This review is of “Rapture’s Rage” by Bobbi Smith.
The book begins with a backstory about the father of Renee Fontaine, the heroine of the book. Cliffs’ Notes version: Roger Fontaine, Renee’s father, meets Anne Chase-Parker. They fall in love and get married. He becomes stepfather to her daughter, Elizabeth. Later, Anne and Roger have a daughter, Renee, the future heroine of the book. Anne dies from fever. Roger goes into deep mourning. Elizabeth is taken away by maternal grandparents. Elizabeth later marries Marshall Westlake, the hero of the book and a prosperous lawyer in St. Louis. Their marriage is not a happy one, due to Elizabeth’s fears. She dies trying to kill their unborn child.
Fast forward several years. Renee is now 16, Roger has passed and she is going to live with her aunt, Elise, in St. Louis. Renee is courted first by Marshall’s brother, James, a ship’s captain (the Westlake’s family business is shipping. Marshall is the outlier), but quickly bows out gracefully upon realizing that she only has eyes for Marshall. (James will get his own love interest in another book).
Renee and Marshall fall in love, marry, and for a spell, are happy. Their happiness is imperiled, however, by three people: Juliana Chandler, Marshall’s ex-lover, who vows to break up the couple, and Wes and Frank Maguire, fwo outlaws who Marshall sent to jail. They break out of prison, and with Juliana’s help, attack Renee and Marshall, injuring her but kidnapping and torturing him. Renee moves back to Louisiana, and discovers she is having Marsh’s baby. He is later rescued, but believes she is dead.
Renee and Marshall reunite, have a few rocky moments but overcome them, have their own child, a son, and have their Happily Ever After.
Upside: Ms. Smith does a good job of exploring her characters emotions, even her minor ones. Ms. Smith made me feel Marshall’s despair when he is kidnapped and isolated in a very small room; she made me feel Renee’s pain when she thinks Marshall is dead, and everything in between.
Downside: “Rapture’s Rage” has a misleading back cover. At no point is Renee afraid of Marshall, nor does he hate her for a significant length of time (Marshall does get upset on a few occasions with Renee, and she with him, but this is nowhere near the “fear” and “hatred” the back cover trailer would lead readers to believe.
A bigger issue for me is Ms. Smith’s use of a trope: jilted ex-lover of hero conspires with evil malefactors to attempt to injure or kill hero and heroine. This is a trope used by Ms. Smith not only in “Rapture’s Rage”, but AT LEAST four other books by Ms. Smith. I do understand it’s difficult to come up with new material every time someone writes something-I find it difficult to come up with new things everytime I write a review, which is why I don't come up with new things!-but it would have been nice to see Ms. Smith not use the same storyline on a frequent basis.
Sex: Ms. Smith is not an erotic author by any stretch of the imagination. Her love scenes are, at best, lukewarm.
Violence: Marshall and Renee are attacked by the Maguire brothers and their gang. Renee is shot, and Marshall is assaulted and imprisoned. Later, the Maguires are shot by a posse. Renee slaps Marshall during an argument. The violence is not graphic.
Bottom Line: “Rapture’s Rage” is not a 5 star book, but it fits solidly into the 4.0-4.25 range.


**Exercise description:** Restate verbatim the span of lines below between the line with "Localize all elements." and the line with "List all visible", including those two lines, and only that span.

**Available data:**
((
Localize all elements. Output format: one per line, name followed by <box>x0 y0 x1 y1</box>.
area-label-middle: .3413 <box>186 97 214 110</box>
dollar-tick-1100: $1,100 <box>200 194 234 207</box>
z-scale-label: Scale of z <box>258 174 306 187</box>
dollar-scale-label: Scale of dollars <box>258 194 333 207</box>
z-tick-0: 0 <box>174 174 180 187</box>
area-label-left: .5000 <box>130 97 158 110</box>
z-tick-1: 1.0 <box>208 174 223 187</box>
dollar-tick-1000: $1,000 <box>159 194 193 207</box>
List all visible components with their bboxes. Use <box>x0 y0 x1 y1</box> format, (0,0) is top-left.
))
((
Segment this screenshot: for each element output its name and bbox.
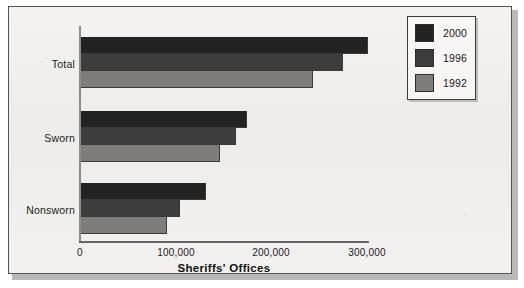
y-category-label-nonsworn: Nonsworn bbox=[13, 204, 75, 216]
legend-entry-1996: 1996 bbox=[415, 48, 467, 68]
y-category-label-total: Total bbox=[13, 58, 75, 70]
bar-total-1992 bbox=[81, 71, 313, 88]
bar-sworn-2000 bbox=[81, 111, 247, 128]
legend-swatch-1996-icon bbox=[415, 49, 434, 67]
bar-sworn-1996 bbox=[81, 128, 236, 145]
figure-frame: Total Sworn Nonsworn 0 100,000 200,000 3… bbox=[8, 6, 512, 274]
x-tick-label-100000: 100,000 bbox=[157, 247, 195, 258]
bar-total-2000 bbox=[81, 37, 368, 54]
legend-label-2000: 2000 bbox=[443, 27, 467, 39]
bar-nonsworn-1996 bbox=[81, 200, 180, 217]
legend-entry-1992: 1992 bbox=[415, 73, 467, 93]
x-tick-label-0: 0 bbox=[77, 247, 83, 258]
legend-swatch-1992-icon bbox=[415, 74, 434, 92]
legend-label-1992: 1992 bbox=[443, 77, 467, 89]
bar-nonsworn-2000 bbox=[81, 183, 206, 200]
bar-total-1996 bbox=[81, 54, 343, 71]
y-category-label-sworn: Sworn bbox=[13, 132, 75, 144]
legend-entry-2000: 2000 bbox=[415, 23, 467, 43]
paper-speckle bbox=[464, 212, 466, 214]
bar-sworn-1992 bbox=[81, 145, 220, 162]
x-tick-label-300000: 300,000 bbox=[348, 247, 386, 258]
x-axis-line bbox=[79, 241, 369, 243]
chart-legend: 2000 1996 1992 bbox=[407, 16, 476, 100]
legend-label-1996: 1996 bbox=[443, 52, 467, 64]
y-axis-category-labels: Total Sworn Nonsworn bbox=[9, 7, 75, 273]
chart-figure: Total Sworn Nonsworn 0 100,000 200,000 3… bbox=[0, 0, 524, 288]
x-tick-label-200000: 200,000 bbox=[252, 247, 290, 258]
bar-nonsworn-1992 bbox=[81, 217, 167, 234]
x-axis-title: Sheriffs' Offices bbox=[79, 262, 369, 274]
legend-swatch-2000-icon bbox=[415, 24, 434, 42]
))
((
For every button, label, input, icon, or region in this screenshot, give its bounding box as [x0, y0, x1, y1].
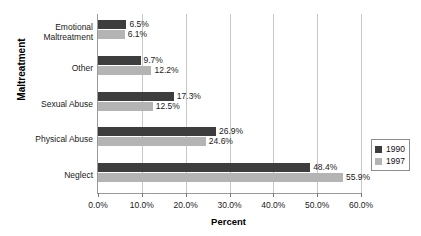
))
**Exercise solution:**
Localize all elements. Output format: one per line, name followed by <box>x0 y0 x1 y1</box>.
area-label-middle: .3413 <box>186 97 214 110</box>
dollar-tick-1100: $1,100 <box>200 194 234 207</box>
z-scale-label: Scale of z <box>258 174 306 187</box>
dollar-scale-label: Scale of dollars <box>258 194 333 207</box>
z-tick-0: 0 <box>174 174 180 187</box>
area-label-left: .5000 <box>130 97 158 110</box>
z-tick-1: 1.0 <box>208 174 223 187</box>
dollar-tick-1000: $1,000 <box>159 194 193 207</box>
List all visible components with their bboxes. Use <box>x0 y0 x1 y1</box> format, (0,0) is top-left.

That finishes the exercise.